Once he’d finished the magazine, Ben sighed and headed to the living room. He knew he couldn’t stay in his bedroom all evening.
Granny looked up and smiled when she saw him. “Scrabble time!” she exclaimed cheerily, holding up the board.
The next morning the air was thick with silence.
“Another boiled egg?” said Granny, as they sat in her rundown little kitchen.
Ben didn’t like boiled eggs and hadn’t finished his first one yet. Granny could even ruin food this simple. The egg would always come out all watery, and the soldiers were always burnt to a cinder. When the old lady wasn’t looking, Ben would flick the egg gloop out of the window with his spoon, and hide the soldiers behind the radiator. There must be a whole platoon of them back there by now.
“No thanks, Granny. I’m completely full,” replied Ben. “Delicious boiled egg, thank you,” he added.
“Mmm…” murmured the old lady, unconvinced. “It’s a bit nippy. I’m just going to put another cardigan on,” she said, even though she was already wearing two. Granny trundled out of the room, quacking as she went.

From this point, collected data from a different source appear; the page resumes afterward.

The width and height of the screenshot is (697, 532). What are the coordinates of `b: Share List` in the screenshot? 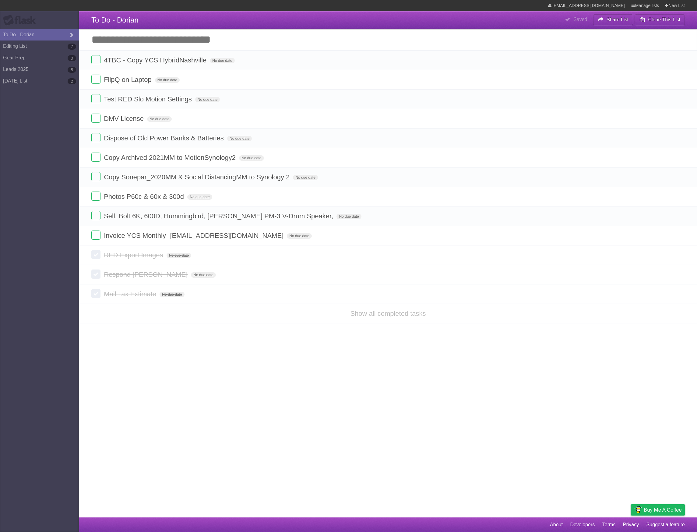 It's located at (618, 19).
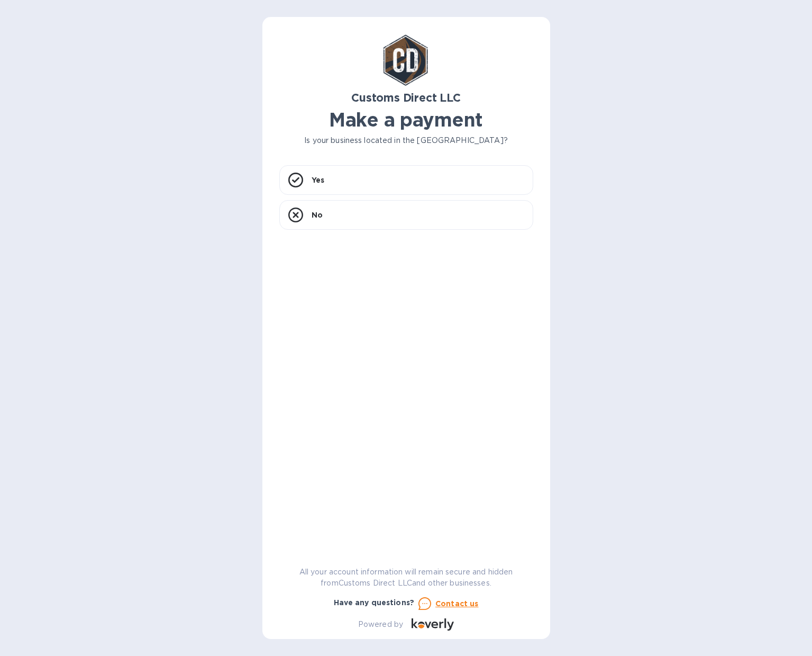 The height and width of the screenshot is (656, 812). I want to click on h1: Make a payment, so click(406, 120).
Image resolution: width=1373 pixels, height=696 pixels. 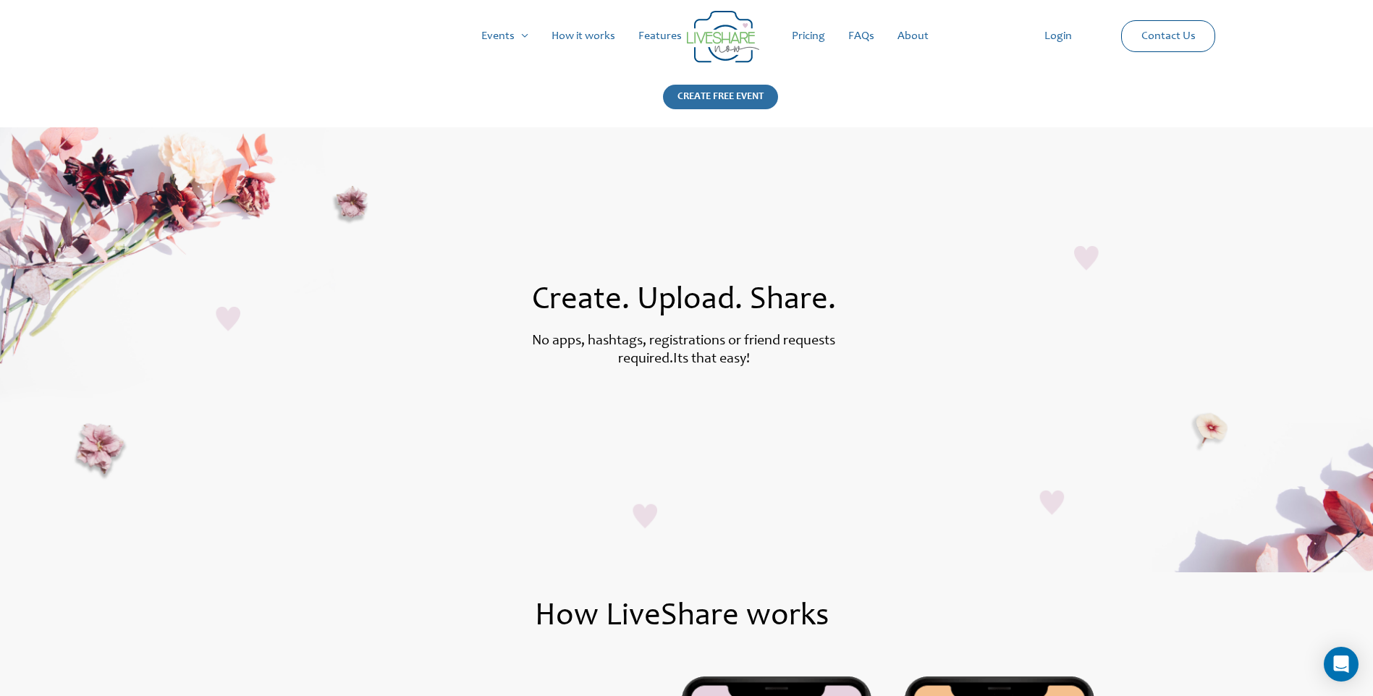 I want to click on a: CREATE FREE EVENT, so click(x=720, y=106).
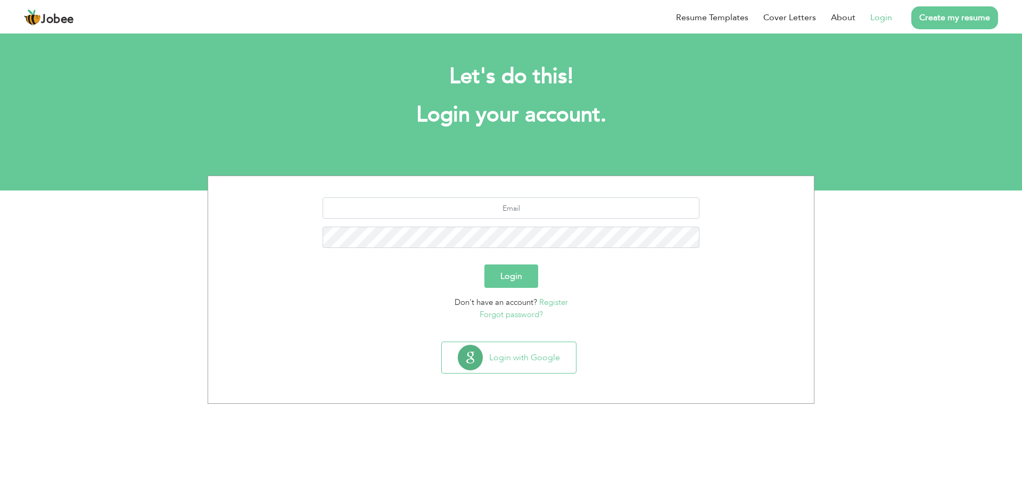  Describe the element at coordinates (57, 20) in the screenshot. I see `span: Jobee` at that location.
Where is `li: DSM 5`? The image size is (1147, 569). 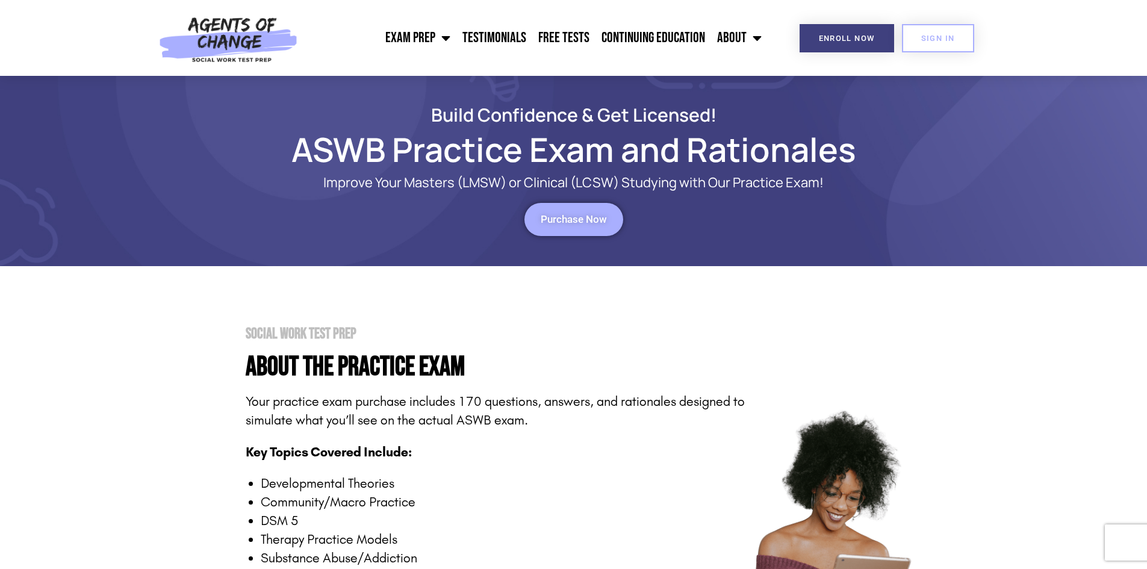 li: DSM 5 is located at coordinates (503, 521).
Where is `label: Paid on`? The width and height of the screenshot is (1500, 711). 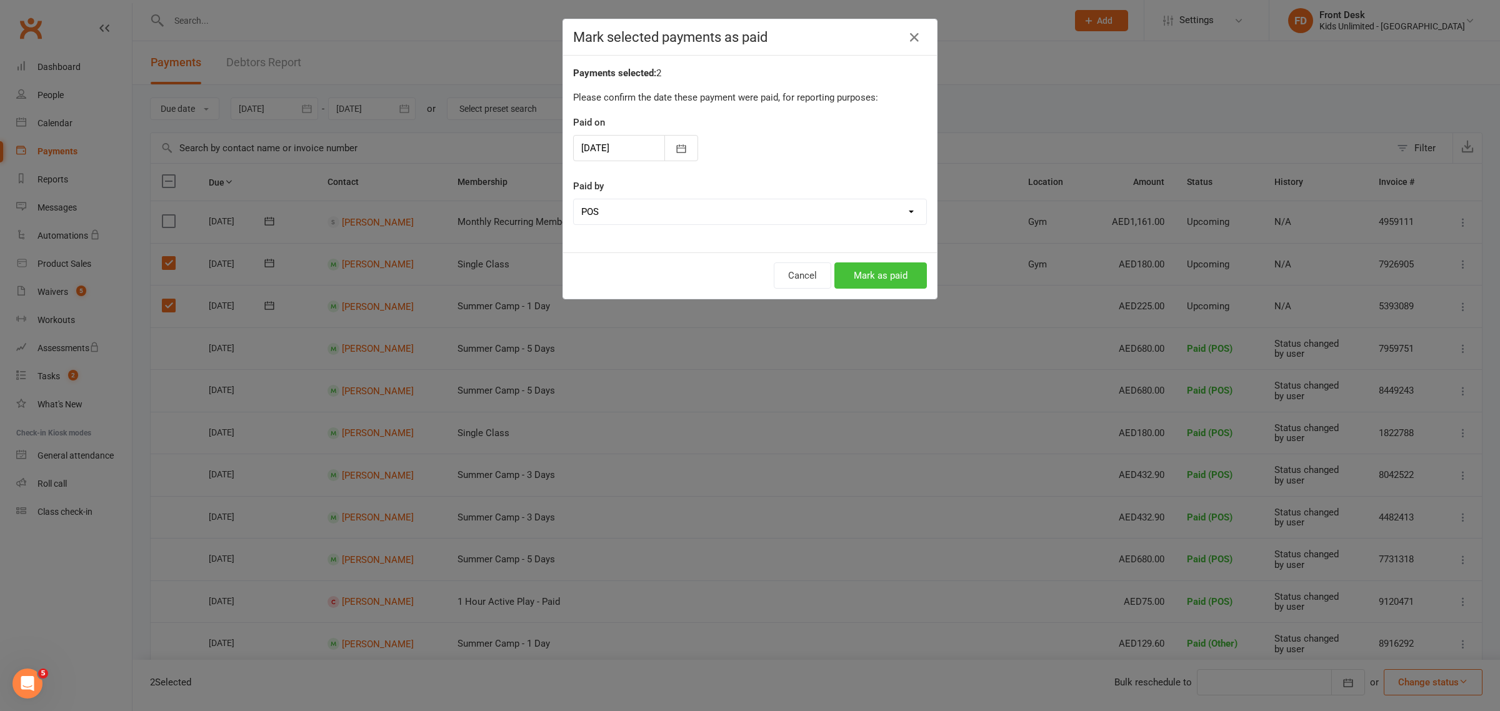 label: Paid on is located at coordinates (589, 122).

Ben flicked the rest of his egg out of the window, and then tried to find something else to eat. He knew that Granny had a secret stash of chocolate biscuits that she kept on a top shelf in the kitchen. Granny would give Ben one on his birthday. Ben would also help himself to one from time to time, when his granny’s cabbage-based delicacies left him as hungry as a wolf.
So he quickly slid his chair over to the cupboard and stood on it to reach the biscuits. He lifted the biscuit tin. It was a big Silver Jubilee assortment tin from 1977 that featured a scratched and faded portrait of a much younger Queen Elizabeth II on the lid. It felt really heavy. Much heavier than usual.
Strange.
Ben shook the tin a little. It didn’t feel or sound like it had biscuits inside. It was like it had stones or marbles in it.
Even stranger.
Ben unscrewed the lid.
He stared.
And then he stared some more.
He couldn’t believe what was inside. Diamonds! Rings, bracelets, necklaces, earrings, all with great big sparkling diamonds. Diamonds, diamonds and more diamonds!
Ben was no expert, but he thought there must be thousands of pounds worth of jewellery in the biscuit tin, maybe even millions.
Suddenly, he heard Granny quacking her way into the room. Fumbling desperately, he put the lid back on and placed the tin on the shelf. He leaped down, yanked his chair over and sat at the table.
Glancing at the window, he realised that his flicked egg hadn’t flown out into the garden, but was smeared across the glass. Granny would need a blowtorch to get that off if it dried. So he rushed over to the window and sucked the cold wet egg off the glass, then returned to his seat. It was too unpleasant to swallow so, in a panic, Ben kept it in his mouth.
Granny shuffled back into the kitchen wearing her third cardigan.
Still quacking.
“Better get your coat on, young man. Your mummy and daddy will be here in just a tick,” she said with a smile.